Virtually unchanged since its 1835 completion, this viaduct on the Washington branch of the Baltimore and Ohio Railroad (B&O) was the first multispan masonry railroad bridge erected in the United States and the first built on a curving alignment. Benjamin Henry Latrobe Jr., an engineer with the B&O and son and namesake of the famed architect, designed the massive viaduct, which had to be high enough to avoid flooding of the Patapsco River while also accommodating a 4-degree curve.
To do so, he laid out the piers on radial lines, resulting in a wedge shape with wider sides facing the outside curve of the viaduct. The 612-foot-long viaduct (704 feet including the approaches) has 8 elliptical arches with pilasters between them. The viaduct rises 59 feet from the water level to the base of the cast-iron decorative rail and has a 26-foot-wide deck that accommodates a double track and a 4-foot-wide pedestrian walkway. It is built of 63,000 tons of rough-dressed granite ashlar obtained from nearby quarries on the Patapsco River set in cement mortar.
Officially named for Philip E. Thomas, the first president of the railroad (1827–1836), the viaduct was nicknamed Latrobe’s Folly because of public doubts that it would even be able to support its own weight. Now a National Historic Landmark and a National Historical Civil Engineering Landmark, it has defied all expectations, remaining in service to the present. Its smaller predecessor, the Carrollton Viaduct located over Gwynn’s Falls in Baltimore, also shares this distinction.
References
Dilts, James D. The Great Road: The Building of the Baltimore & Ohio, The Nation’s First Railroad, 1828–1853. Stanford, CA: Stanford University Press, 1993.
“Baltimore & Ohio Railroad: Thomas Viaduct.” HAER No. MD-3, Historic American Engineering Record, 1984. Prints and Photographs Division, Library of Congress, Washington, D.C.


> _Task directions_: Omitting any pictures, transcribe the entries below exactly.

> _Given entries_:
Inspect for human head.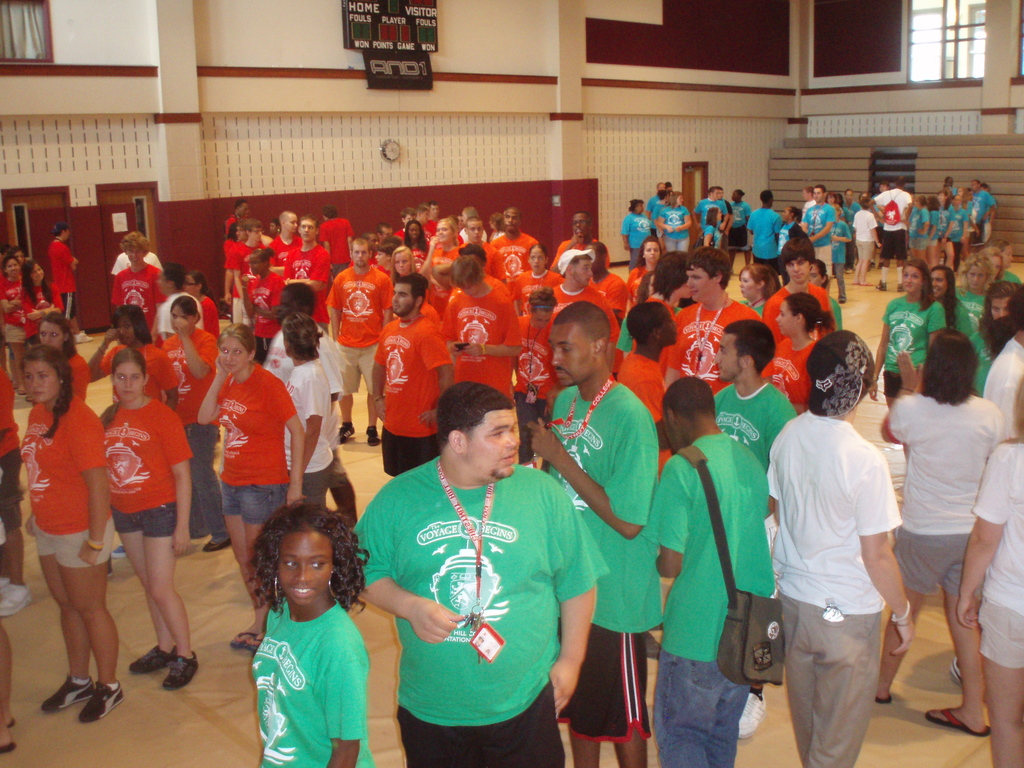
Inspection: rect(631, 301, 682, 345).
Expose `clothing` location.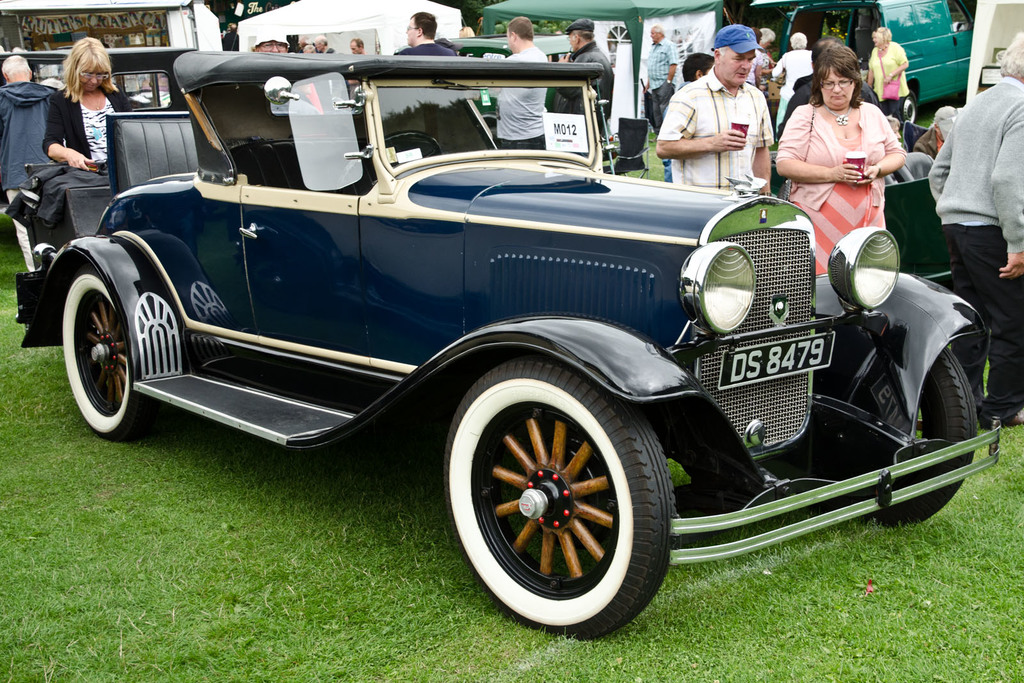
Exposed at region(397, 39, 452, 59).
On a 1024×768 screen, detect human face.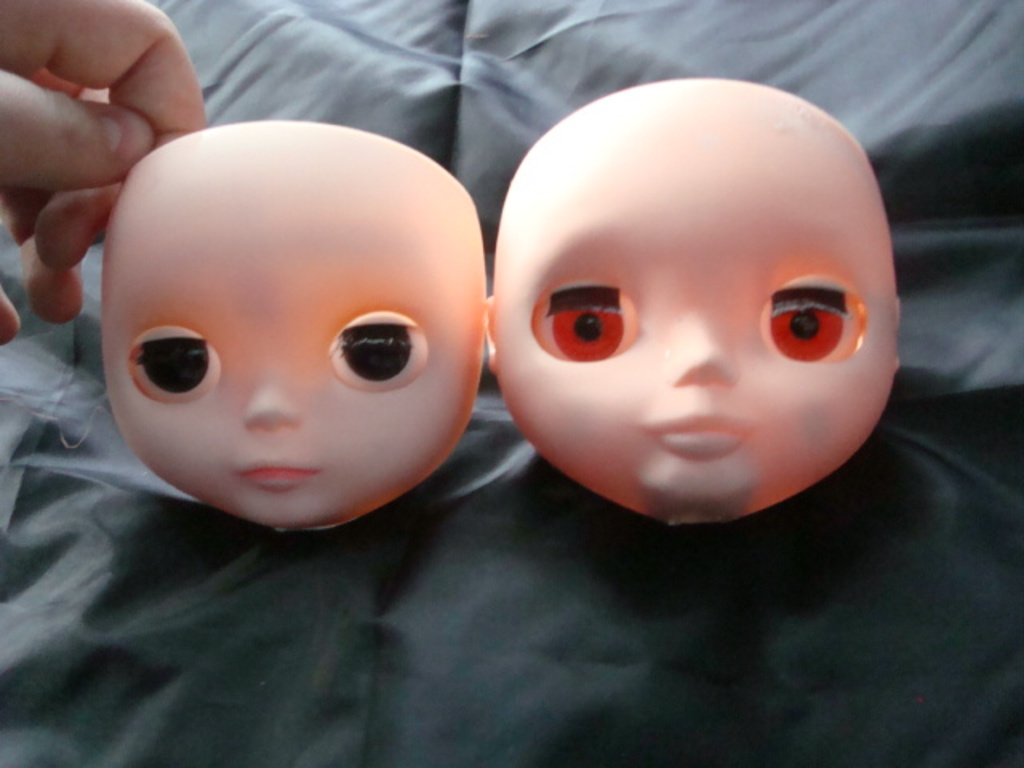
region(98, 110, 488, 534).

> _Answer space_:
Inspect for human head.
Inspection: rect(631, 301, 682, 345).
Expose `clothing` location.
Exposed at region(397, 39, 452, 59).
On a 1024×768 screen, detect human face.
region(98, 110, 488, 534).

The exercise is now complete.